Here's a fun detail of a roof structure on a small lean-to off the end of a large wooden home. . .note that the timber rafters are almost completely  hidden in the other structure, . . then transverse bamboos, whole, at about a foot center to center,  THEN a solid mat of smaller bamboos (whole again) running the same way as the rafters. . .and then the tile.  What's funny is that this style of tile has a projecting lip or lug on the under side that serves to grip a square-cut wooden  lath that keeps the tile from sliding off the rafters. . .but I can't spot the lath here.  Darn.  It has to be there. . .I think.

Getting close to lunch time, southbound on QL-32, before the new bridge over the Da River (Song Da).  Intensive land use, with carefully managed hillsides above the fields in maize, cabbage and misc. veggies.  The paddy dikes probably mean that they get a rice crop every year too. . .that's a normal pattern, a crop of rice when the water is available, then dry land vegetables and maize for a second crop.  Not as rich farmland as the deltas, which are super abundant, but a prosperous countryside anyway.

The younger contingent of my lunchtime audience.  She wasn't going to stand for the camera but the beautician from next door told her not to be silly. . .He didn't express an opinion, but did stand still.

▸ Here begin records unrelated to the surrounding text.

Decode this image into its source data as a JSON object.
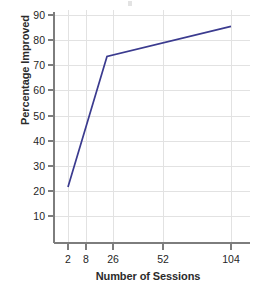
{
  "chart_data": {
    "type": "line",
    "title": "",
    "xlabel": "Number of Sessions",
    "ylabel": "Percentage Improved",
    "x": [
      2,
      20,
      104
    ],
    "values": [
      21.5,
      73.5,
      85.5
    ],
    "series": [
      {
        "name": "Percentage Improved",
        "points": [
          {
            "x": 2,
            "y": 21.5
          },
          {
            "x": 20,
            "y": 73.5
          },
          {
            "x": 104,
            "y": 85.5
          }
        ]
      }
    ],
    "xticks": [
      2,
      8,
      26,
      52,
      104
    ],
    "xtick_labels": [
      "2",
      "8",
      "26",
      "52",
      "104"
    ],
    "yticks": [
      10,
      20,
      30,
      40,
      50,
      60,
      70,
      80,
      90
    ],
    "ytick_labels": [
      "10",
      "20",
      "30",
      "40",
      "50",
      "60",
      "70",
      "80",
      "90"
    ],
    "ylim": [
      0,
      94
    ],
    "grid": true,
    "legend": "none",
    "line_color": "#3b3b8f",
    "grid_color": "#e2e2e2",
    "axis_color": "#7d7d7d",
    "background": "#ffffff"
  },
  "axes": {
    "y_title": "Percentage Improved",
    "x_title": "Number of Sessions",
    "y_tick_labels": [
      "90",
      "80",
      "70",
      "60",
      "50",
      "40",
      "30",
      "20",
      "10"
    ],
    "x_tick_labels": [
      "2",
      "8",
      "26",
      "52",
      "104"
    ]
  }
}
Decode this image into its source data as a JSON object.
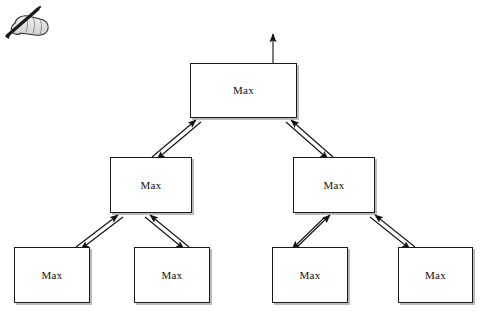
{
  "canvas": {
    "width": 483,
    "height": 318,
    "background": "#ffffff",
    "line_color": "#1a1a1a",
    "box_fill": "#ffffff",
    "shadow_color": "#828282"
  },
  "decoration": {
    "hand_pen_icon": "hand-with-pen-icon",
    "hand_pen_alt": "hand holding a pen"
  },
  "diagram": {
    "type": "binary-tree",
    "title": "",
    "node_label": "Max",
    "levels": 3,
    "node_count": 7,
    "edge_style": "bidirectional-double-line-arrow",
    "root_output_arrow": true,
    "nodes": [
      {
        "id": "root",
        "label": "Max",
        "level": 0,
        "x": 190,
        "y": 63,
        "w": 107,
        "h": 55
      },
      {
        "id": "mid-left",
        "label": "Max",
        "level": 1,
        "x": 110,
        "y": 157,
        "w": 82,
        "h": 56
      },
      {
        "id": "mid-right",
        "label": "Max",
        "level": 1,
        "x": 293,
        "y": 157,
        "w": 82,
        "h": 56
      },
      {
        "id": "leaf-1",
        "label": "Max",
        "level": 2,
        "x": 14,
        "y": 247,
        "w": 76,
        "h": 56
      },
      {
        "id": "leaf-2",
        "label": "Max",
        "level": 2,
        "x": 134,
        "y": 247,
        "w": 76,
        "h": 56
      },
      {
        "id": "leaf-3",
        "label": "Max",
        "level": 2,
        "x": 272,
        "y": 247,
        "w": 76,
        "h": 56
      },
      {
        "id": "leaf-4",
        "label": "Max",
        "level": 2,
        "x": 398,
        "y": 247,
        "w": 75,
        "h": 56
      }
    ],
    "edges": [
      {
        "id": "root-midleft",
        "from": "mid-left",
        "to": "root",
        "bidirectional": true
      },
      {
        "id": "root-midright",
        "from": "mid-right",
        "to": "root",
        "bidirectional": true
      },
      {
        "id": "midleft-leaf1",
        "from": "leaf-1",
        "to": "mid-left",
        "bidirectional": true
      },
      {
        "id": "midleft-leaf2",
        "from": "leaf-2",
        "to": "mid-left",
        "bidirectional": true
      },
      {
        "id": "midright-leaf3",
        "from": "leaf-3",
        "to": "mid-right",
        "bidirectional": true
      },
      {
        "id": "midright-leaf4",
        "from": "leaf-4",
        "to": "mid-right",
        "bidirectional": true
      }
    ],
    "output_arrow": {
      "id": "root-output",
      "from_x": 273,
      "from_y": 63,
      "to_x": 273,
      "to_y": 33
    }
  }
}
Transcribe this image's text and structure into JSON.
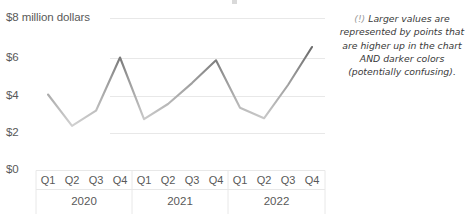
{
  "chart_data": {
    "type": "line",
    "title": "",
    "xlabel": "",
    "ylabel": "$8 million dollars",
    "ylim": [
      0,
      8
    ],
    "yticks": [
      0,
      2,
      4,
      6,
      8
    ],
    "ytick_labels": [
      "$0",
      "$2",
      "$4",
      "$6",
      "$8 million dollars"
    ],
    "grid": true,
    "legend": "none",
    "categories": [
      "Q1",
      "Q2",
      "Q3",
      "Q4",
      "Q1",
      "Q2",
      "Q3",
      "Q4",
      "Q1",
      "Q2",
      "Q3",
      "Q4"
    ],
    "groups": [
      "2020",
      "2021",
      "2022"
    ],
    "series": [
      {
        "name": "Revenue",
        "values": [
          4.0,
          2.35,
          3.15,
          5.95,
          2.7,
          3.5,
          4.6,
          5.8,
          3.3,
          2.75,
          4.5,
          6.5
        ]
      }
    ],
    "color_encoding": {
      "description": "line segment color darkens as value increases",
      "light": "#e2e2e2",
      "dark": "#6e6e6e"
    }
  },
  "axis": {
    "y_labels": [
      {
        "text": "$8 million dollars",
        "value": 8
      },
      {
        "text": "$6",
        "value": 6
      },
      {
        "text": "$4",
        "value": 4
      },
      {
        "text": "$2",
        "value": 2
      },
      {
        "text": "$0",
        "value": 0
      }
    ],
    "x_quarters": [
      "Q1",
      "Q2",
      "Q3",
      "Q4",
      "Q1",
      "Q2",
      "Q3",
      "Q4",
      "Q1",
      "Q2",
      "Q3",
      "Q4"
    ],
    "x_years": [
      "2020",
      "2021",
      "2022"
    ]
  },
  "annotation": {
    "marker": "(!)",
    "text": "Larger values are represented by points that are higher up in the chart AND darker colors (potentially confusing)."
  },
  "colors": {
    "gridline": "#e8e8e8",
    "axis_text": "#595959",
    "annotation_text": "#3a3a3a",
    "background": "#ffffff"
  }
}
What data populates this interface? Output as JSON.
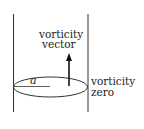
{
  "diagram": {
    "labels": {
      "top_line1": "vorticity",
      "top_line2": "vector",
      "right_line1": "vorticity",
      "right_line2": "zero",
      "radius": "a"
    },
    "colors": {
      "stroke": "#333333",
      "background": "#ffffff"
    }
  }
}
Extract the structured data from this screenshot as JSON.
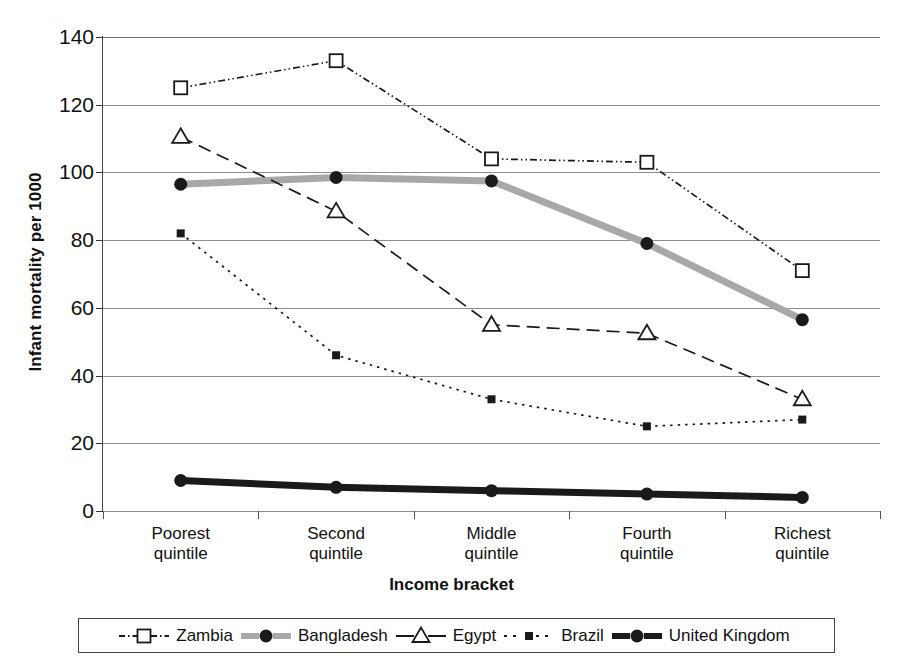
{
  "axes": {
    "ylabel": "Infant mortality per 1000",
    "xlabel": "Income bracket",
    "yticks": [
      "0",
      "20",
      "40",
      "60",
      "80",
      "100",
      "120",
      "140"
    ]
  },
  "categories": [
    {
      "line1": "Poorest",
      "line2": "quintile"
    },
    {
      "line1": "Second",
      "line2": "quintile"
    },
    {
      "line1": "Middle",
      "line2": "quintile"
    },
    {
      "line1": "Fourth",
      "line2": "quintile"
    },
    {
      "line1": "Richest",
      "line2": "quintile"
    }
  ],
  "legend": [
    {
      "label": "Zambia",
      "marker": "open-square-icon",
      "style": "dash-dot",
      "color": "#1a1a1a"
    },
    {
      "label": "Bangladesh",
      "marker": "filled-circle-icon",
      "style": "solid-thick-gray",
      "color": "#a8a8a8"
    },
    {
      "label": "Egypt",
      "marker": "open-triangle-icon",
      "style": "dashed",
      "color": "#1a1a1a"
    },
    {
      "label": "Brazil",
      "marker": "small-square-icon",
      "style": "dotted",
      "color": "#1a1a1a"
    },
    {
      "label": "United Kingdom",
      "marker": "filled-circle-icon",
      "style": "solid-thick-black",
      "color": "#1a1a1a"
    }
  ],
  "chart_data": {
    "type": "line",
    "title": "",
    "xlabel": "Income bracket",
    "ylabel": "Infant mortality per 1000",
    "categories": [
      "Poorest quintile",
      "Second quintile",
      "Middle quintile",
      "Fourth quintile",
      "Richest quintile"
    ],
    "ylim": [
      0,
      140
    ],
    "ytick_step": 20,
    "grid": true,
    "legend_position": "bottom",
    "series": [
      {
        "name": "Zambia",
        "values": [
          125,
          133,
          104,
          103,
          71
        ],
        "color": "#1a1a1a",
        "marker": "open-square",
        "linestyle": "dash-dot"
      },
      {
        "name": "Bangladesh",
        "values": [
          96.5,
          98.5,
          97.5,
          79,
          56.5
        ],
        "color": "#a8a8a8",
        "marker": "filled-circle",
        "linestyle": "solid-thick"
      },
      {
        "name": "Egypt",
        "values": [
          110.5,
          88.5,
          55,
          52.5,
          33
        ],
        "color": "#1a1a1a",
        "marker": "open-triangle",
        "linestyle": "dashed"
      },
      {
        "name": "Brazil",
        "values": [
          82,
          46,
          33,
          25,
          27
        ],
        "color": "#1a1a1a",
        "marker": "small-square",
        "linestyle": "dotted"
      },
      {
        "name": "United Kingdom",
        "values": [
          9,
          7,
          6,
          5,
          4
        ],
        "color": "#1a1a1a",
        "marker": "filled-circle",
        "linestyle": "solid-thick"
      }
    ]
  }
}
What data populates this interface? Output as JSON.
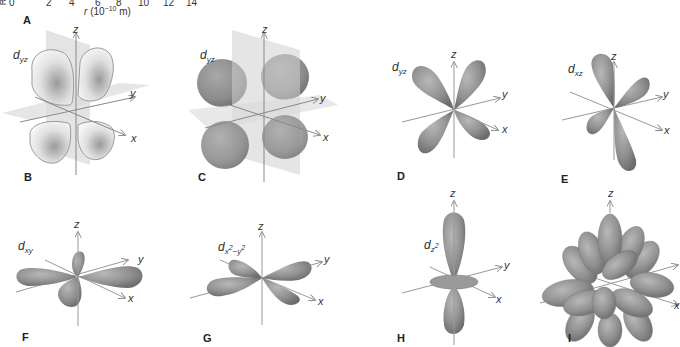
{
  "figure": {
    "top_axis": {
      "stub_label": "R",
      "ticks": [
        "0",
        "2",
        "4",
        "6",
        "8",
        "10",
        "12",
        "14"
      ],
      "title_var": "r",
      "title_unit_prefix": "(10",
      "title_exponent": "−10",
      "title_unit_suffix": " m)"
    },
    "panels": [
      {
        "letter": "A"
      },
      {
        "letter": "B",
        "orbital": "d",
        "subscript": "yz",
        "style": "cross-section with nodal planes"
      },
      {
        "letter": "C",
        "orbital": "d",
        "subscript": "yz",
        "style": "boundary surface with nodal planes"
      },
      {
        "letter": "D",
        "orbital": "d",
        "subscript": "yz",
        "style": "lobe surface"
      },
      {
        "letter": "E",
        "orbital": "d",
        "subscript": "xz",
        "style": "lobe surface"
      },
      {
        "letter": "F",
        "orbital": "d",
        "subscript": "xy",
        "style": "lobe surface"
      },
      {
        "letter": "G",
        "orbital": "d",
        "subscript": "x",
        "sub_sup": "2",
        "subscript2": "−y",
        "sub_sup2": "2",
        "style": "lobe surface"
      },
      {
        "letter": "H",
        "orbital": "d",
        "subscript": "z",
        "sub_sup": "2",
        "style": "lobe surface with torus"
      },
      {
        "letter": "I",
        "style": "superposition of all five d orbitals"
      }
    ],
    "axes": {
      "x": "x",
      "y": "y",
      "z": "z"
    },
    "colors": {
      "lobe_fill": "#8e8e8e",
      "lobe_light": "#b4b4b4",
      "lobe_dark": "#6e6e6e",
      "plane_fill": "#d4d4d4",
      "axis_line": "#8a8a8a",
      "cross_section_fill": "#f4f4f4"
    }
  }
}
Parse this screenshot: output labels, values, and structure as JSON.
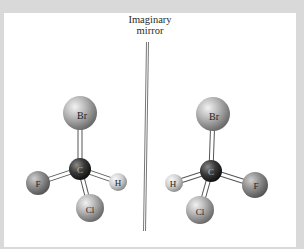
{
  "figure": {
    "mirror_label_line1": "Imaginary",
    "mirror_label_line2": "mirror"
  },
  "colors": {
    "frame": "#d9d9d9",
    "panel": "#ffffff",
    "atom_light": "#dcdcdc",
    "atom_mid": "#9a9a9a",
    "atom_dark": "#6e6e6e",
    "carbon": "#2c2c2c",
    "bond": "#ffffff",
    "bond_outline": "#555555"
  },
  "molecules": [
    {
      "name": "left-enantiomer",
      "atoms": [
        {
          "id": "Br",
          "label": "Br",
          "x": 80,
          "y": 113,
          "r": 17
        },
        {
          "id": "C",
          "label": "C",
          "x": 80,
          "y": 169,
          "r": 11
        },
        {
          "id": "F",
          "label": "F",
          "x": 38,
          "y": 183,
          "r": 12
        },
        {
          "id": "H",
          "label": "H",
          "x": 118,
          "y": 182,
          "r": 9
        },
        {
          "id": "Cl",
          "label": "Cl",
          "x": 90,
          "y": 208,
          "r": 14
        }
      ]
    },
    {
      "name": "right-enantiomer",
      "atoms": [
        {
          "id": "Br",
          "label": "Br",
          "x": 213,
          "y": 114,
          "r": 17
        },
        {
          "id": "C",
          "label": "C",
          "x": 211,
          "y": 171,
          "r": 11
        },
        {
          "id": "H",
          "label": "H",
          "x": 174,
          "y": 183,
          "r": 9
        },
        {
          "id": "F",
          "label": "F",
          "x": 255,
          "y": 185,
          "r": 13
        },
        {
          "id": "Cl",
          "label": "Cl",
          "x": 200,
          "y": 210,
          "r": 14
        }
      ]
    }
  ]
}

The beautician from next door.  She's fifty and has two sons. . .you just simply have to know these things when you meet a stranger, how else can you make conversation?  She just about talked my ear off while I ate. . .and oddly, I understood a great deal of it.  For one thing, we're back in the North again, where I can "hear" Vietnamese, and Vietnamese people mostly can understand what I say.  In parts of the country the dialect is different enough I can barely make myself understood.   Oh.  That's the excellent cook disappearing in the background.